Don’s and I’s mouths dropped.  We couldn’t believe it!  Grandpa just said it so matter-of-factly...just like the telling of the weather or what he did yesterday afternoon. And Don and I tried to hold our laughter in, but we went to the breaking point.  We lost it.

But I have learned much from my grandpa.  One of these facts being that death is indeed a reality for us all.  I can remember other conversations with him about how he has outlived classmates, teachers, and even students.  How his friends are passing away all around him.  He himself is 83 years old, and he knows his time is coming.

He and grandma have already bought a tombstone with their names on it.  And it comes complete with a John Deere tractor on it.  It’s even holding a reserved spot for two in the cemetery.  I know.  I’ve seen it.  It has their birth years and a dash.  It’s just waiting for the year to put behind the dash.

If that isn’t a dose of reality, I don’t know what else is.

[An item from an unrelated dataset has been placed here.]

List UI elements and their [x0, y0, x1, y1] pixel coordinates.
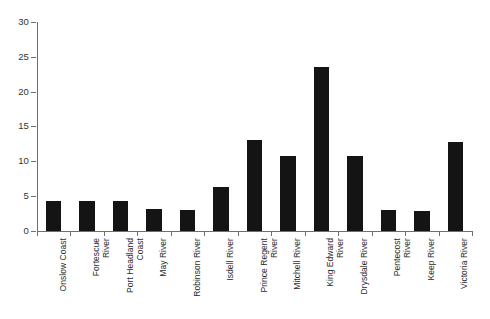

Andy.  Tom.  Mike.  June.  Barb.  Dale.  Earl.   [insert your name here]

2007-10-18 22:00:04 GMT

1 comment:

  1. Author:Anonymous
    I don't have much experience with death. Classmates have died, but it was never anyone that I actually knew or talked to. Grampa was the first person close to me to actually die. And that was hard.
    To be honest, I'm scared to death of death... just not my own. I don't have to deal with the pain of my own. But I often fear other people dying. What if something happened to dad before he could walk me down the aisle? What would I do if Casey were to die? How could I handle it if you never made it back home? I think about that stuff a lot. I find it hard to have comfort in other peoples' deaths. But my own? No problem.
    --Sis
    2007-10-19 02:24:16 GMT
    Author:Anonymous
    I don't have a lot of experience with death, but I do know it is in my near future - maybe not with me, but close relatives. You made a comment about Newt - and I was one of the cousins that cried. I think the reason I cried so much was because a week or so before she died we carried on a conversation, then all of a sudden she was gone. I have had friends die, but no one real close. I am scared of going through that part, to grieve but I am not scared to die. When that time comes, I hope that I made an impact on the loved ones in my life and that I can be remembered for the good things that I brought to their lives.
    --Beth
    2007-10-19 12:19:44 GMT
    Author:Anonymous
    Andy, reading this reminded me of what my father always said. You'll never get out of this ol world alive. What a heartach and big void is left after you lose a loved one or friend. I know it is a part of life for us,and we can not see the place God has prepaired for us which is Awesome im sure, But for us left behind on this ol earth after a loved one or friend has passed just sucks.You miss them everyday.Someday though well see them again.. Tell someone today you love them....God Bless
    2007-10-19 14:54:42 GMT
    Author:Anonymous
    The hardest death I had to face was my grandpa's. We watched him die for 2 years. Even though we knew it was coming, it wasn't any easier. I still cry sometimes when I think of him. Other than him, I had a close friend from college die a month after graduation. That was hard...for me, to not have him in my life anymore, but mostly because he was not a Christian and I knew I would not see him again on the other side. I am more comfortable with my own death now but fear the death's of my family members. At this point in my life, they are my rock. I truly believe I would crumble without them right now. Hopefully, it doesn't happen for a very long time when I am a stronger person. Glad to hear some new thoughts from you. (PS...I did not remember Newt either...unfortunately, I don't have much of a memory of any of my great-grandparents...although I do know all their names) :)
    --Melissa
    2007-10-19 21:46:24 GMT
    Author:Anonymous
    Dear Andy,
    Thanks so much for remembering my Andy. It feels strange to address a note using his name. Andy left for heaven July 2005 and there is not a day I don't miss him. God is good even in hard circumstances because He used you to comfort me on a day when i was really blue. I will be praying for you and I hope we can chat a while when you return.